My life force resided, for the most part, in my claw-fingers and tongue. Everything I saw and heard lacked contours. Every stumble moved me forward, but could you call that walking? Fog shrouded my field of vision, and my ears were echo chambers. I couldn’t walk very well yet, though my paw-hands had already developed the strength to grasp and hold. Without my fluffy pelt, I’d have been scarcely more than an embryo. Everyone would have laughed if I’d used the word ‘cosmos’ in those days: I was still so small, so lacking in knowledge, so newly in the world. Innocent, I opened my anus to the cosmos and felt it in my bowels. Now I was a sickle moon, still too young to imagine any danger. Then I lifted my rump to the sky and slid my head below my belly. I may also have emitted a few hoarse shrieks. I curled up, becoming a full moon, and rolled on the floor. Phone orders min p&p of £1.99.Someone tickled me behind my ears, under my arms. Free UK p&p over £10, online orders only. To order a copy for £7.64 (RRP £8.99) go to or call 03. Memoirs of a Polar Bear is published by Granta. That process is the book’s deeper subject. In spite of links to the real histories of the three animals (particularly Knut, whose short life was obsessively recorded), these are dislocated and dreamlike fictions that disturb expectations: it’s not so much that the bears can interact with humans, read newspapers and, in the case of Knut’s grandmother, write an autobiography, but that these magical scenarios do not add up to a “world” rather, we are never allowed to forget that these are the imaginings of a writer who can change direction on a whim. The third is Knut’s own story of the powerful bond he formed with his keeper, only to be separated from him when the bear’s size and power began to pose a danger.

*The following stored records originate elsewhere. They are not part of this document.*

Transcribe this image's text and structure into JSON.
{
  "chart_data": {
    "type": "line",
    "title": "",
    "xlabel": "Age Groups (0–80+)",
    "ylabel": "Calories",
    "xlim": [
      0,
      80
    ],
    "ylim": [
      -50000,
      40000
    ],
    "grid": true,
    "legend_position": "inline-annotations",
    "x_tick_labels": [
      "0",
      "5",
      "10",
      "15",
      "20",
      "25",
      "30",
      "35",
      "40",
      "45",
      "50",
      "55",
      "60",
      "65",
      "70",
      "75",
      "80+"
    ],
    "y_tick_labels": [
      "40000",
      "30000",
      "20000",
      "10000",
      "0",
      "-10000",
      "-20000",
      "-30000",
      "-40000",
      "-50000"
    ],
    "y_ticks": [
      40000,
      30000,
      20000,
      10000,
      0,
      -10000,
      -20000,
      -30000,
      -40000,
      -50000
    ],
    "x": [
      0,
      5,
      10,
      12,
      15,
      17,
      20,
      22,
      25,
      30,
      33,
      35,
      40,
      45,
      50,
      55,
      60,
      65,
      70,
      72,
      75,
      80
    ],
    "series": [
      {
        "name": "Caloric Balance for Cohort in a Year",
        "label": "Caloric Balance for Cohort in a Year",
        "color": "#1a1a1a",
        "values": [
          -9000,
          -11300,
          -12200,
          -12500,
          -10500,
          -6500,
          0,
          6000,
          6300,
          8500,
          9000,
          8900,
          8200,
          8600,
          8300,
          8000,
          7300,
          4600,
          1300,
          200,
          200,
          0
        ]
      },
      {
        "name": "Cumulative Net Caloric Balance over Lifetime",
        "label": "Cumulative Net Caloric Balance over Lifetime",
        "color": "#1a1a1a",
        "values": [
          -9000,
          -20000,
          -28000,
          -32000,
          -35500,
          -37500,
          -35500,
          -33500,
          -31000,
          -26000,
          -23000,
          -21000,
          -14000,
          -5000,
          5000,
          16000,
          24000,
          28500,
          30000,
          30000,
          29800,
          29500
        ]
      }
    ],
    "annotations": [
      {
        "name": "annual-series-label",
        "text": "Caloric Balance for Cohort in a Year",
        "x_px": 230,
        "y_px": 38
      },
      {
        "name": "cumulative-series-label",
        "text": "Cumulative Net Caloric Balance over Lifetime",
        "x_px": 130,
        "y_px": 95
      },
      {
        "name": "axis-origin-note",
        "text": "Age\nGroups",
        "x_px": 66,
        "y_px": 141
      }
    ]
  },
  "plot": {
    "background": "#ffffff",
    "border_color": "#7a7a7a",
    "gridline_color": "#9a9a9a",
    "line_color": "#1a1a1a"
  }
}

yoko tawada memoirs of a polar bear

The first portrays the life of Knut’s Russian-born grandmother, the second that of his mother, Tosca, a circus performer. Each explores one generation of a real-life family tree, that of Knut, the polar bear born in a Berlin zoo in 2006 who, while his babyhood cuteness lasted, was adored by the world. T he recent winner of the inaugural Warwick prize for women in translation, Tawada’s story, translated by Susan Bernofsky, consists of three novellas, originally written in German.